Just 18 months after President Edgar Lungu narrowly won office in a snap election, he and his main rival Hakainde Hichilema face off again in a field of nine candidates.
Only 27,757 votes separated the two candidates in the 2015 ballot.
At least three people have been killed during the campaign, with regular clashes erupting between supporters of Lungu's Patriotic Front (PF) and Hichilema's United Party for National Development (UPND).
Ahead of the vote, the election commission issued an emergency statement describing the unrest as "unprecedented" and warning it had "marred Zambia's historic record of peaceful elections".
But skirmishes continued until polling day, including fighting in the streets and vehicles overturned close to Hichilema's final rally on Wednesday in Lusaka.
UPND supporter Patricia Situmbeko, 50, blamed the violence on Lungu, who she said had failed to reign-in his supporters.
"Zambia was peaceful but the president got his cadres excited and they attack the UPND people," the mother-of-five told AFP at a voting station in the low-income Mtendere district of Lusaka.
"We voted UPND for real change... The youth are unemployed, there is too much violence and the cost of living is rising so fast. Sugar is nearly up by three times in price over recent years."

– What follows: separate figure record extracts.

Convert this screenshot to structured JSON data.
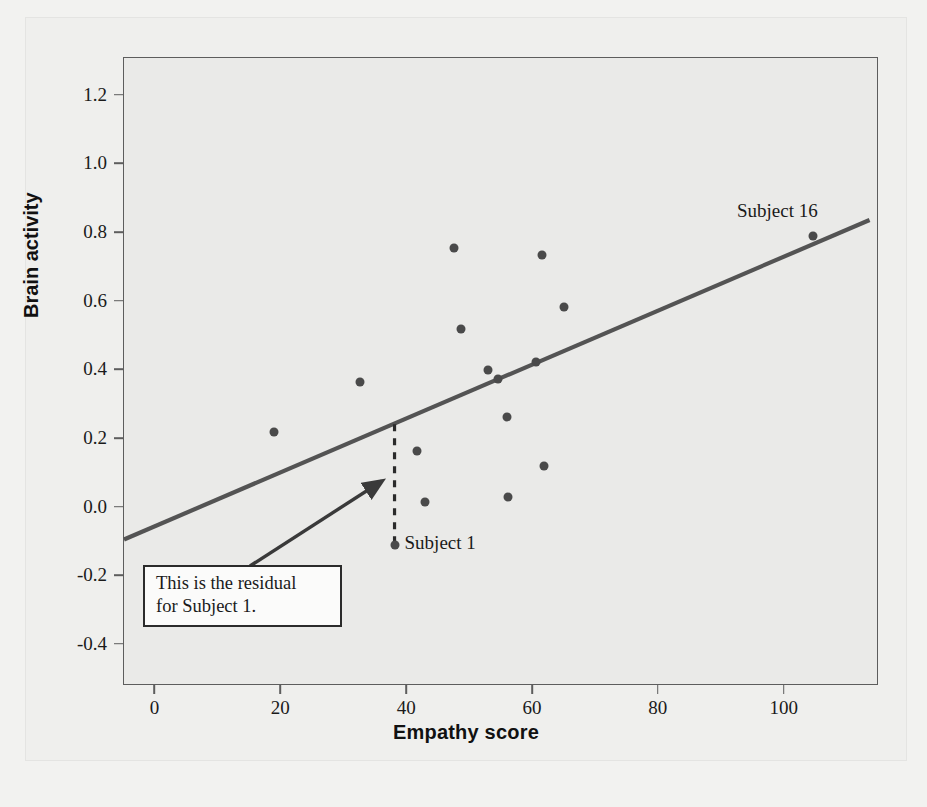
{
  "chart_data": {
    "type": "scatter",
    "title": "",
    "xlabel": "Empathy score",
    "ylabel": "Brain activity",
    "xlim": [
      -5,
      115
    ],
    "ylim": [
      -0.52,
      1.31
    ],
    "xticks": [
      0,
      20,
      40,
      60,
      80,
      100
    ],
    "xtick_labels": [
      "0",
      "20",
      "40",
      "60",
      "80",
      "100"
    ],
    "yticks": [
      -0.4,
      -0.2,
      0.0,
      0.2,
      0.4,
      0.6,
      0.8,
      1.0,
      1.2
    ],
    "ytick_labels": [
      "-0.4",
      "-0.2",
      "0.0",
      "0.2",
      "0.4",
      "0.6",
      "0.8",
      "1.0",
      "1.2"
    ],
    "grid": false,
    "legend": "none",
    "point_color": "#4a4a4a",
    "line_color": "#545454",
    "points": [
      {
        "x": 18.8,
        "y": 0.22
      },
      {
        "x": 32.5,
        "y": 0.365
      },
      {
        "x": 38.0,
        "y": -0.11
      },
      {
        "x": 41.5,
        "y": 0.165
      },
      {
        "x": 42.8,
        "y": 0.015
      },
      {
        "x": 47.5,
        "y": 0.755
      },
      {
        "x": 48.5,
        "y": 0.52
      },
      {
        "x": 52.8,
        "y": 0.4
      },
      {
        "x": 54.5,
        "y": 0.375
      },
      {
        "x": 55.8,
        "y": 0.265
      },
      {
        "x": 56.0,
        "y": 0.03
      },
      {
        "x": 60.5,
        "y": 0.425
      },
      {
        "x": 61.5,
        "y": 0.735
      },
      {
        "x": 61.8,
        "y": 0.12
      },
      {
        "x": 65.0,
        "y": 0.585
      },
      {
        "x": 104.5,
        "y": 0.79
      }
    ],
    "regression_line": {
      "x_start": -5,
      "y_start": -0.093,
      "x_end": 113.5,
      "y_end": 0.838
    },
    "residual_marker": {
      "subject": "Subject 1",
      "x": 38.0,
      "y_point": -0.11,
      "y_line": 0.243
    },
    "point_labels": [
      {
        "text": "Subject 16",
        "x": 104.5,
        "y": 0.79
      },
      {
        "text": "Subject 1",
        "x": 38.0,
        "y": -0.11
      }
    ],
    "annotation": {
      "line1": "This is the residual",
      "line2": "for Subject 1."
    }
  },
  "figure": {
    "background": "#efefed",
    "plot_background": "#eaeae8",
    "frame_color": "#5d5d5d"
  }
}
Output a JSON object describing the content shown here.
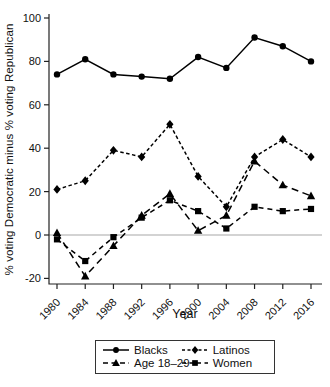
{
  "chart_data": {
    "type": "line",
    "title": "",
    "xlabel": "Year",
    "ylabel": "% voting Democratic minus % voting Republican",
    "x": [
      1980,
      1984,
      1988,
      1992,
      1996,
      2000,
      2004,
      2008,
      2012,
      2016
    ],
    "xticks": [
      1980,
      1984,
      1988,
      1992,
      1996,
      2000,
      2004,
      2008,
      2012,
      2016
    ],
    "yticks": [
      -20,
      0,
      20,
      40,
      60,
      80,
      100
    ],
    "ylim": [
      -24,
      103
    ],
    "grid": false,
    "zero_line": true,
    "legend_position": "bottom",
    "colors": {
      "data": "#000000",
      "axis": "#222222",
      "zero_line": "#c4c4c4"
    },
    "series": [
      {
        "name": "Blacks",
        "marker": "circle",
        "line_style": "solid",
        "values": [
          74,
          81,
          74,
          73,
          72,
          82,
          77,
          91,
          87,
          80
        ]
      },
      {
        "name": "Latinos",
        "marker": "diamond",
        "line_style": "dashed",
        "values": [
          21,
          25,
          39,
          36,
          51,
          27,
          13,
          36,
          44,
          36
        ]
      },
      {
        "name": "Age 18–29",
        "marker": "triangle",
        "line_style": "long-dash",
        "values": [
          1,
          -19,
          -5,
          9,
          19,
          2,
          9,
          34,
          23,
          18
        ]
      },
      {
        "name": "Women",
        "marker": "square",
        "line_style": "dash",
        "values": [
          -2,
          -12,
          -1,
          8,
          16,
          11,
          3,
          13,
          11,
          12
        ]
      }
    ]
  }
}
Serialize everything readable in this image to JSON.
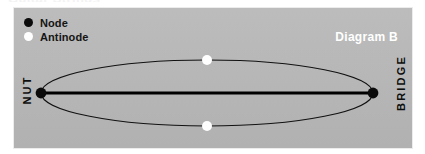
{
  "page": {
    "clipped_heading_text": "Guitar Strings"
  },
  "panel": {
    "background_color": "#b7b7b7",
    "caption": "Diagram B"
  },
  "legend": {
    "items": [
      {
        "label": "Node",
        "marker": "node-dot",
        "color": "#0b0b0b"
      },
      {
        "label": "Antinode",
        "marker": "antinode-dot",
        "color": "#ffffff"
      }
    ]
  },
  "end_labels": {
    "left": "NUT",
    "right": "BRIDGE"
  },
  "diagram": {
    "type": "standing-wave",
    "harmonic": 1,
    "string_line_color": "#000000",
    "envelope_color": "#111111",
    "node_color": "#0b0b0b",
    "antinode_color": "#ffffff",
    "ellipse": {
      "center_x": 193,
      "center_y": 85,
      "radius_x": 166,
      "radius_y": 33
    },
    "nodes": [
      {
        "x": 27,
        "y": 85,
        "label": "Node"
      },
      {
        "x": 359,
        "y": 85,
        "label": "Node"
      }
    ],
    "antinodes": [
      {
        "x": 193,
        "y": 52,
        "label": "Antinode"
      },
      {
        "x": 193,
        "y": 118,
        "label": "Antinode"
      }
    ]
  }
}
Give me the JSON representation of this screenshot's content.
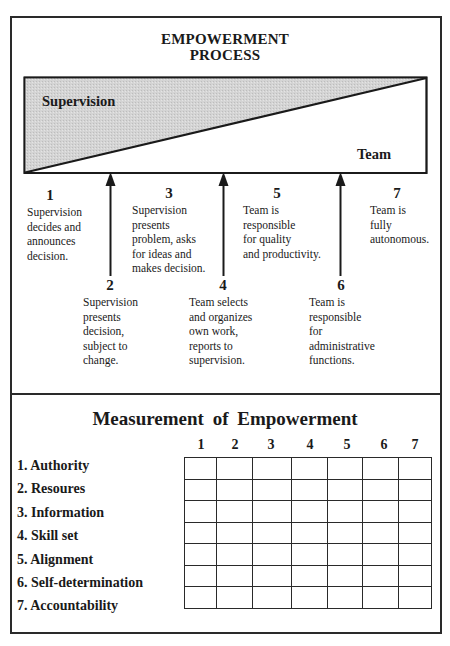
{
  "process": {
    "title_line1": "EMPOWERMENT",
    "title_line2": "PROCESS",
    "supervision_label": "Supervision",
    "team_label": "Team",
    "colors": {
      "supervision_fill": "#cfcfcf",
      "line": "#1a1a1a",
      "background": "#ffffff"
    },
    "steps": [
      {
        "number": "1",
        "description": "Supervision\ndecides and\nannounces\ndecision."
      },
      {
        "number": "2",
        "description": "Supervision\npresents\ndecision,\nsubject to\nchange."
      },
      {
        "number": "3",
        "description": "Supervision\npresents\nproblem, asks\nfor ideas and\nmakes decision."
      },
      {
        "number": "4",
        "description": "Team selects\nand organizes\nown work,\nreports to\nsupervision."
      },
      {
        "number": "5",
        "description": "Team is\nresponsible\nfor quality\nand productivity."
      },
      {
        "number": "6",
        "description": "Team is\nresponsible\nfor\nadministrative\nfunctions."
      },
      {
        "number": "7",
        "description": "Team is\nfully\nautonomous."
      }
    ]
  },
  "measurement": {
    "title": "Measurement of Empowerment",
    "columns": [
      "1",
      "2",
      "3",
      "4",
      "5",
      "6",
      "7"
    ],
    "rows": [
      "1. Authority",
      "2. Resoures",
      "3. Information",
      "4. Skill set",
      "5. Alignment",
      "6. Self-determination",
      "7. Accountability"
    ]
  }
}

"There have been a lot of promises and people are expecting a lot from this election, but I think that people might want to stay with the same president for now... I don't sense the people all demanding a new president yet," he said.
Constitutional changes mean that the winner must now secure more than 50 per cent of the vote, meaning a second round run-off could be held within weeks, raising the spectre of further hostilities.
"The PF government of President Lungu is starting to panic as the UPND campaign gains sustained momentum," said Robert Besseling, of EXX Africa consultancy.
Zambia, in contrast to some of its neighbours such as Angola and Zimbabwe, has escaped war and serious upheaval since independence from Britain in 1964.
It last held a peaceful transfer of power to an opposition party in 2011 when Michael Sata took office.